A global analysis led by Xiaoli Dong, an ecologist at the University of California, Davis, used millions of biology and climate computer simulations to examine the future of 18% of the world’s plant species in detail. The findings, the researchers said, offer a reliable window into what is in store for all plant life.
Under moderate scenarios for carbon pollution, between 7% and 16% of the world’s plant species are likely to lose at least 90% of their habitat and go essentially extinct in the next 55 to 75 years, the study found. That translates to roughly 35,000 to 50,000 species, and the number will climb higher if emissions rise further, Dong said.
“The warming rate drives the extinction,” Dong said.
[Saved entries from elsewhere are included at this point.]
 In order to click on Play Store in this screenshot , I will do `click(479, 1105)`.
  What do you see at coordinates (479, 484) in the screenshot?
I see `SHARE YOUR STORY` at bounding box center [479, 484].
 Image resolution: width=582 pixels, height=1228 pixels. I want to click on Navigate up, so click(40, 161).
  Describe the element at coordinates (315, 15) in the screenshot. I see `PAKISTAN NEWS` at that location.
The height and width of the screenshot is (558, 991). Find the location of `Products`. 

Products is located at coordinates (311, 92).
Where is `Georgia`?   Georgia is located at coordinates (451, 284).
Scientists have long expected that plant species could gradually shift to cooler climates as the world warms, carried toward the poles or higher altitudes by wind, water, and animals. Researchers have observed this process in the field and even relocated plants to conserve them. But Dong’s millions of simulations showed that even if species move as quickly as possible, the extinction rate will not drop.
“It is not because they are not moving fast enough,” Dong said — it is because the specific habitats that plants depend on will no longer exist.
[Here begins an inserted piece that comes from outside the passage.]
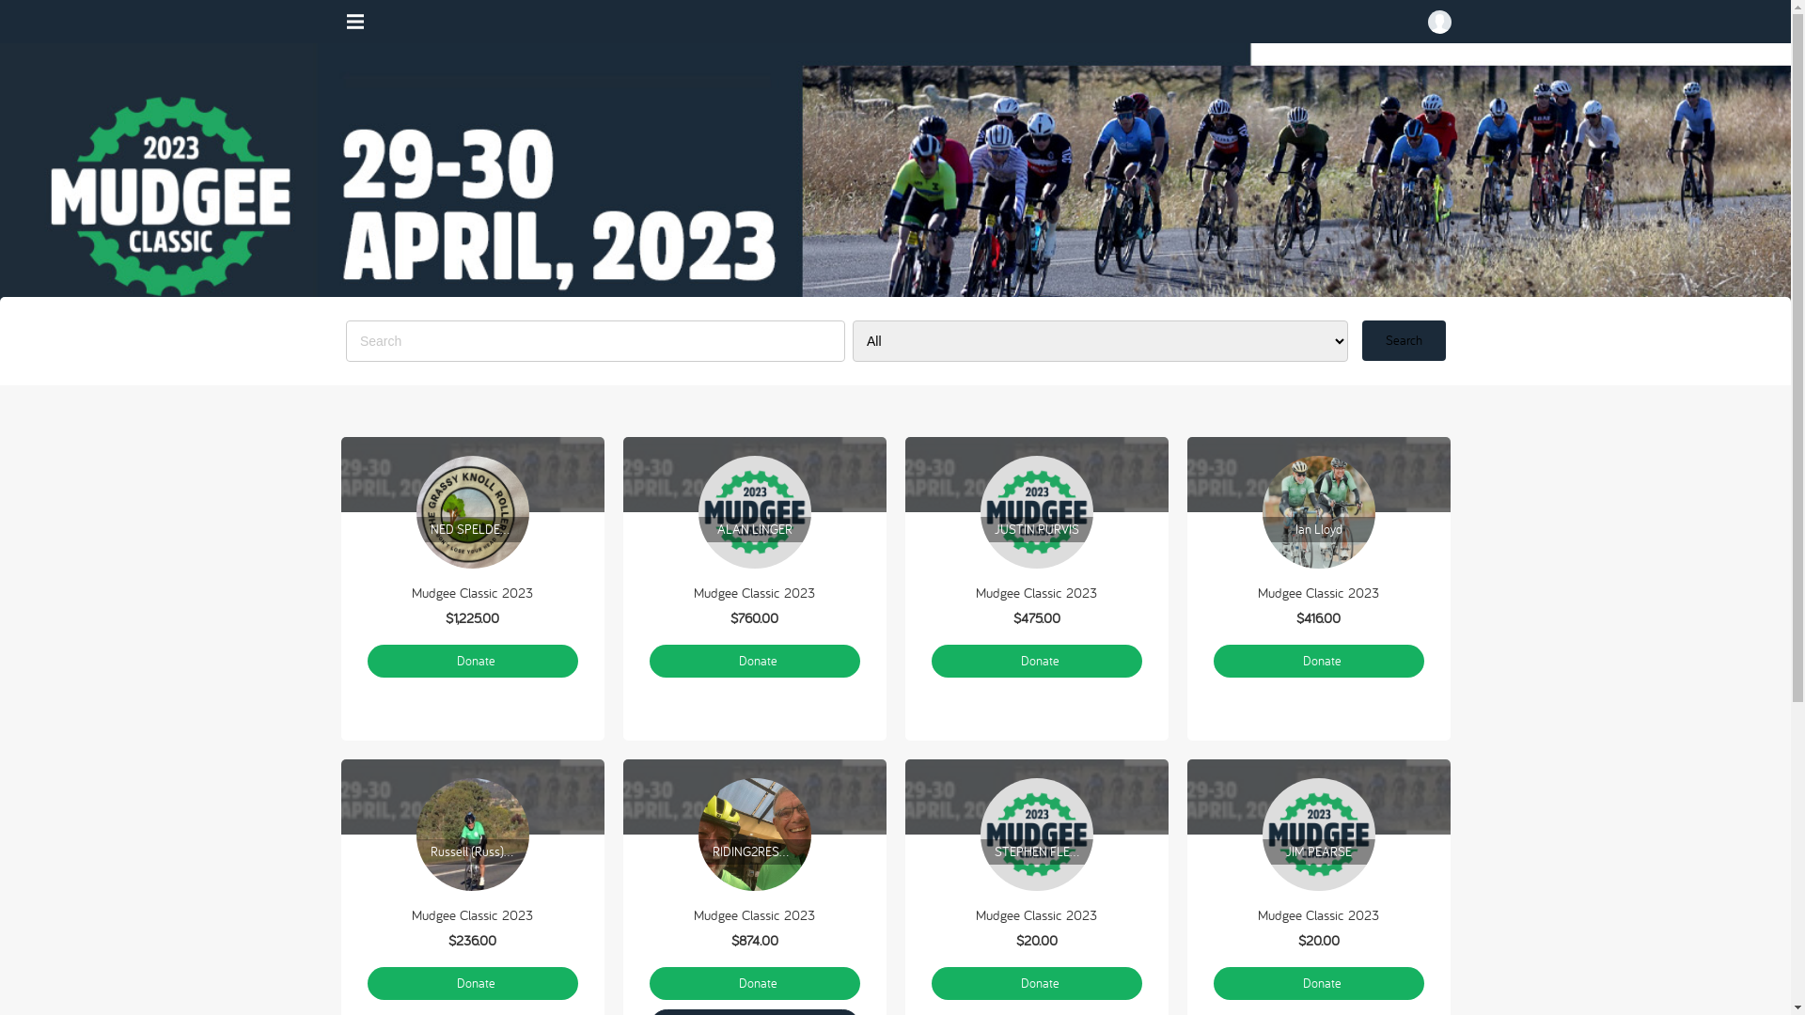  I want to click on Donate, so click(472, 983).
Climate change, whether through rising temperatures or shifting rainfall patterns, will make areas where plants once grew no longer livable for some species, she explained. Dong used the example of a tulip, which requires a specific combination of soil, temperature, and rain. Climate change is pulling these elements apart: the right temperature pushes north, the proper rain pattern moves east, and the soil remains where it was. “The perfect condition required by this tulip has become like really small,” she said.
The study found that the situation is becoming especially severe in the Arctic, where temperatures are rising four times faster than the global average, and in the Mediterranean and Australia, where rainfall changes are the primary driver.
A second study published in the same issue of Science examined the current extinction risk facing flowering plants, a group with more than 335,000 species. Scientists at Kew Gardens in the United Kingdom found that nearly 10,000 flowering plant species are now in danger of vanishing. These species are so evolutionarily old and unusual that their loss would erase 21% of Earth’s “tree of life,” the researchers said.
The threatened species include oddities such as the titan arum, the world’s smelliest plant, and species with direct human use, such as the orchid that produces vanilla.
Lead author Felix Forest, an evolutionary plant biologist at Kew Gardens, applied a 20-year system that British biologists developed to prioritize species conservation by focusing on the most unique species. The study does not examine what is driving the extinction risk but instead documents what would be lost in terms of biological history and distinctiveness.
In what the scientists described as the largest species prioritization study ever undertaken, Forest found that more evolutionary history is at risk in unusual flowering plants than in almost any other group of flora or fauna, with only turtles and tortoises carrying more.
Some species, such as certain types of rats, have close relatives and bushy branches on the tree of life, Forest said. If one species disappears, others remain to share its evolutionary history. But flowering plants include species like the Ginkgo biloba, which has no similar relatives and represents hundreds of millions of years of unique evolution.
Both Dong and Forest said that plant extinction is regularly overlooked, even by official organizations, when compared with the attention paid to animals.
“We’re trying to redress that imbalance between plants and animals, especially vertebrates,” Forest said. “Humans are generally more interested in fluffy furry things and things with two wings than plants. And that’s just the way things are.”
Chilean biologists Rosa Scherson and Federico Luebert, who were not involved in either study, wrote in a review accompanying the research that the two studies together show that the world cannot wait to act.
When the future of plants is unstable, “it can also affect human food security and access to basic materials,” Scherson and Luebert wrote. “Maintaining the current conditions that support human life requires urgent action.”